Jason W wrote:There is a picture on the Bridge Line Historical Society site of a Ten Wheeler stopped at Oneonta with a passenger train (http://www.bridge-line.org/blhs/images/ ... tn/523.jpg). What really suprised me was how late in the game this picture was, 1948! I wasn't aware that any passenger service south of Albany survived the Depression on the D&H. How many trains were there each day between Albany and Binghamton in the late forties? Just the one round trip or more? Does anyone know of a timetable or even just the time that trains would call at Oneonta in this period?
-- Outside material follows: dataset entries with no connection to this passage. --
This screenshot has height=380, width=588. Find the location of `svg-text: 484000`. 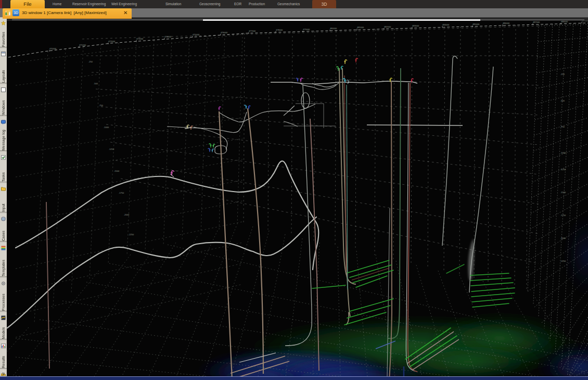

svg-text: 484000 is located at coordinates (446, 25).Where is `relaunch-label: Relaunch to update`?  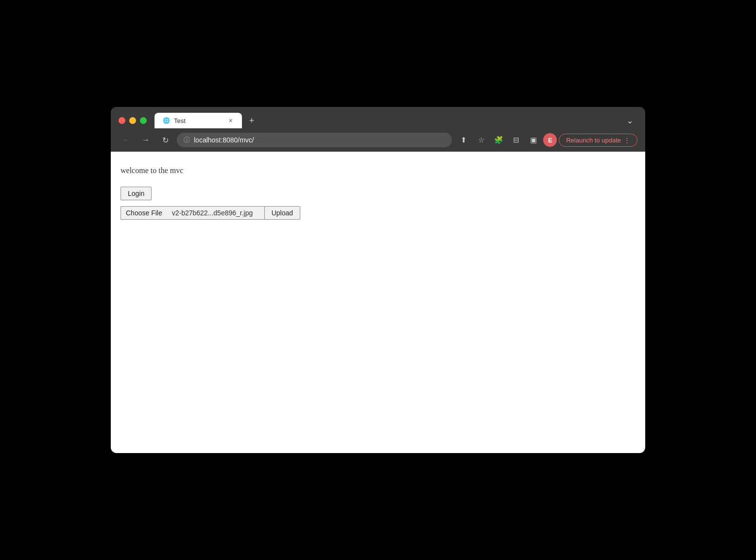 relaunch-label: Relaunch to update is located at coordinates (594, 140). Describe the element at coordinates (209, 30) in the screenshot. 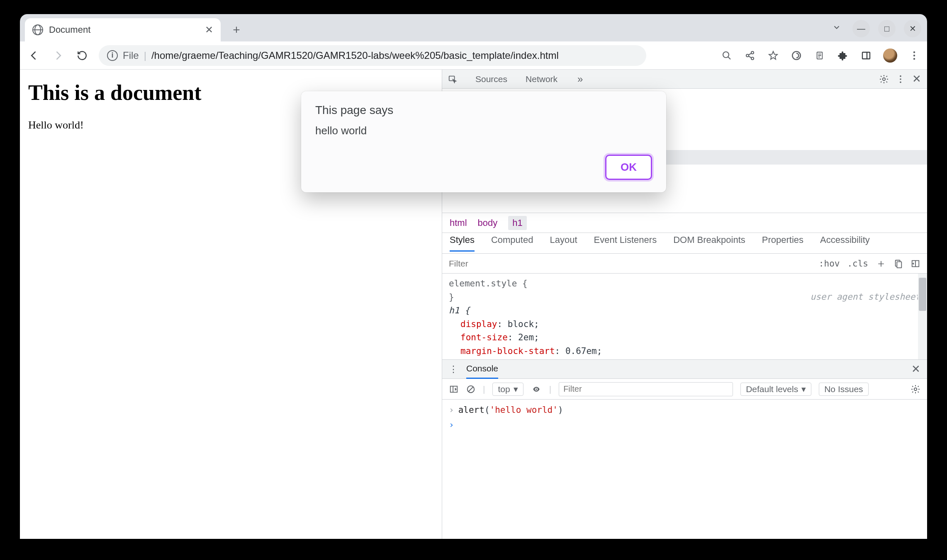

I see `tab-close-icon: ✕` at that location.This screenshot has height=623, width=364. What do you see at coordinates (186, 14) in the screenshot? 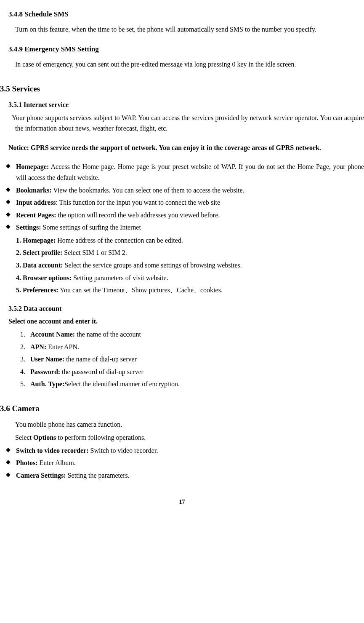
I see `heading-schedule-sms: 3.4.8 Schedule SMS` at bounding box center [186, 14].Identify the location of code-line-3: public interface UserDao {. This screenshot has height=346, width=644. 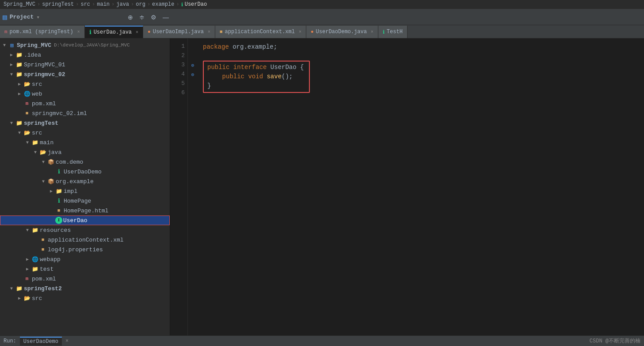
(255, 67).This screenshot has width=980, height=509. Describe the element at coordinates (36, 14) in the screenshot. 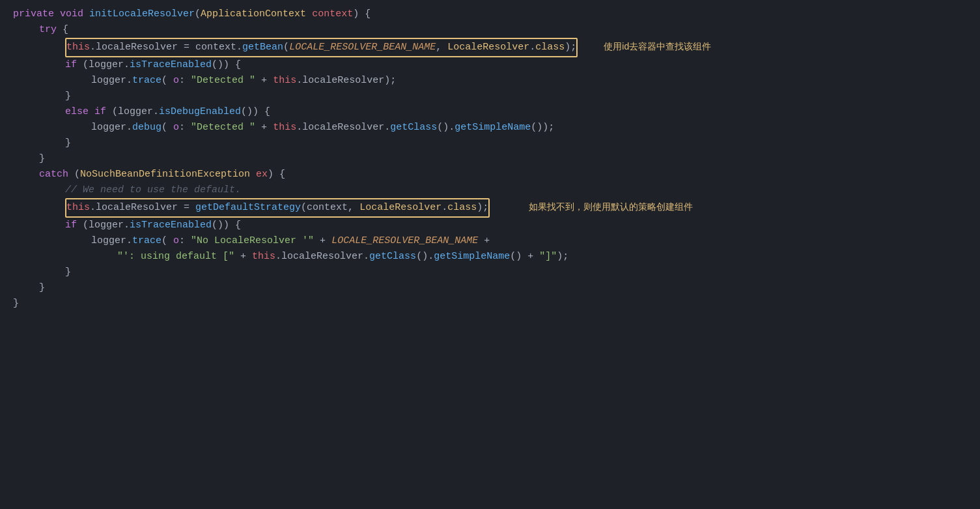

I see `keyword-private: private` at that location.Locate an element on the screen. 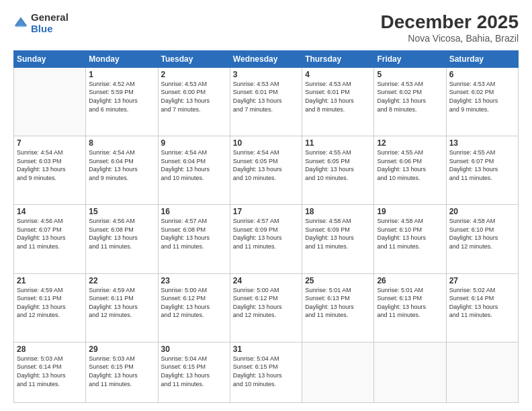 The image size is (532, 411). logo-icon is located at coordinates (21, 24).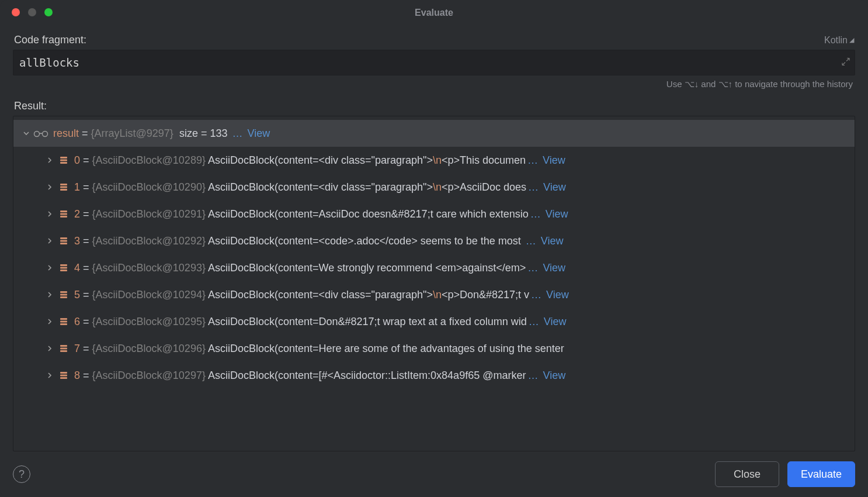 The height and width of the screenshot is (497, 868). I want to click on close-window-button, so click(16, 12).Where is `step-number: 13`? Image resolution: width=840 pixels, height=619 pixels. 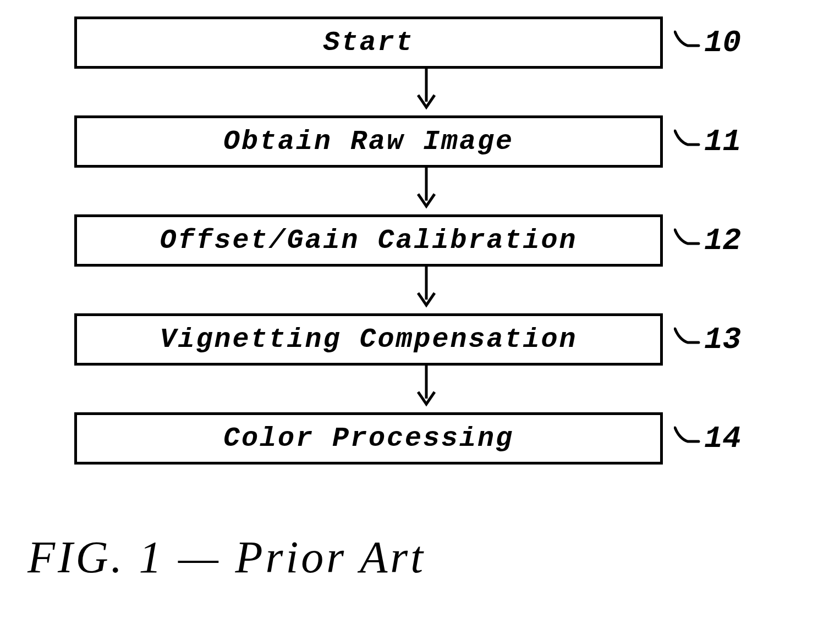
step-number: 13 is located at coordinates (723, 340).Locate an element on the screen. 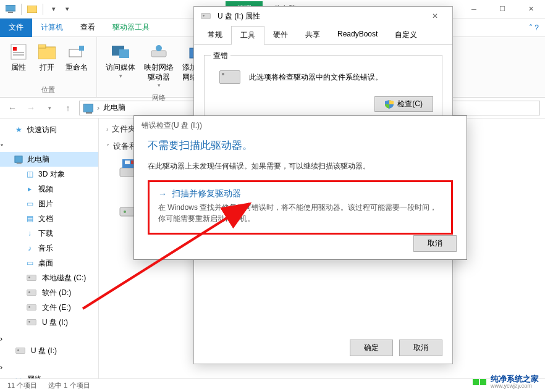 The height and width of the screenshot is (392, 545). sidebar-quick-access: ★快速访问 is located at coordinates (49, 130). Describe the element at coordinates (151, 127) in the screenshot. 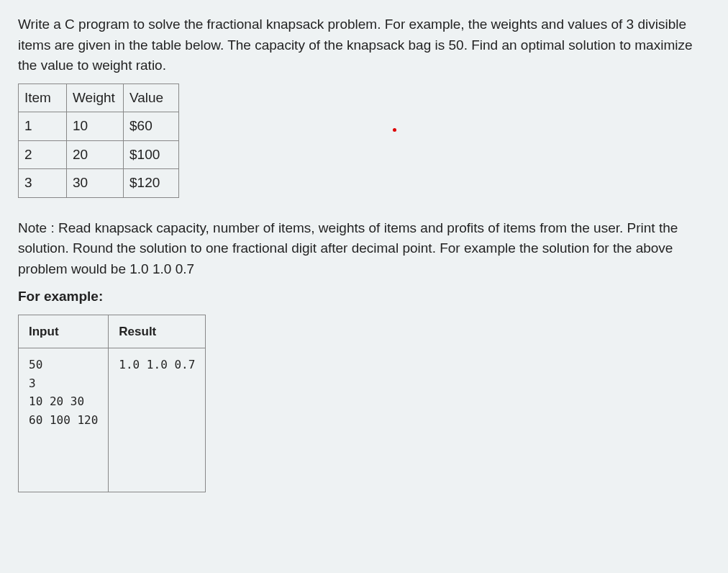

I see `cell-value: $60` at that location.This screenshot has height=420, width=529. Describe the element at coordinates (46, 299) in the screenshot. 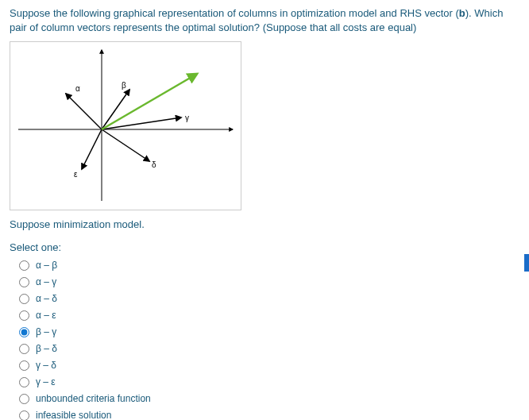

I see `option-label: α – δ` at that location.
Thanks for any replies.
There was one train each way daily except Sunday on this line until I
think January, 1963. The morning train Left Binghamton at 7:20 AM,
Oneonta at 9:10 AM and arrived Albany at 11:30 AM. The afternoon train
left Albany at 4:15 PM, Oneonta at 6:42 PM and arrived Binghamton at
8:25 PM.
The last Sunday train came off in late 1957 or very early 1958.
The line had a second round trip which came off between the timetable of
September, 1949 and April 1950.
Send me a private message with your name and E-Mail address and I will
send you a page from one of the timetables showing this operation.
Like many other trains of the period, at the end it was down to one coach
along with head end cars, the mail contract kept it going as long as it did.